Jan 6 2006
What will English primary care look like in 2015?
The forthcoming white paper on health and community services in England will affect all of our futures, so the British Medical Journal asked some people with an interest in general practice to predict the future.
General practices will be highly developed strategic organisations collaborating with each other in a community network, predict senior doctors at the Royal College of General Practitioners.
Their vision is for a strong and vibrant primary healthcare system that is patient centred, consistently of high quality, safe, and accountable. They urge policy makers is to build on the strengths and values of general practice, and avoid policies that run the risk of fragmenting care.
For Peter Lapsley, Chief Executive of the Skin Care Campaign, 2015 sees control of NHS budgets returned to central government and targets for access to general practitioners abandoned. Meanwhile, patients have embraced health promotion messages and regularly attend wellbeing centres, allowing doctors and nurses to spend more time with the sickest patients. The concept of "patients as partners in their own healthcare" has also become a reality.
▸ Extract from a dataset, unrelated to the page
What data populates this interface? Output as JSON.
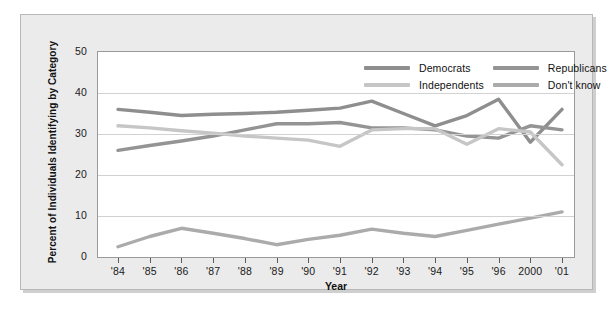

GP Dougal Jeffries predicts a return of a system based on social values. Expenditure on weapons has been diverted to the NHS, coordination and cooperation have superseded market forces, and patients are dealt with quickly and appropriately.
For Hamish Meldrum, Chairman of the BMA's General Practitioners Committee, the future finds general practice under pressure.
Political interference has left the largely female profession feeling undervalued. The nature of general practice has also changed considerably, with larger practices offering a wider range of services and video phone consultations relieving some of the problems of access. The NHS is still, ostensibly, free at the point of use but patients have to pay for non-essential services including hotel charges in hospital.
By 2015, health care will be safe, clinically effective, and patient focused, concludes Carol Black, President of the Royal College of Physicians. She believes that patients will reject behaviours that harm health, but will continue to rely on their general practitioners to help them make decisions about health. Medical professionalism will ensure high levels of public trust.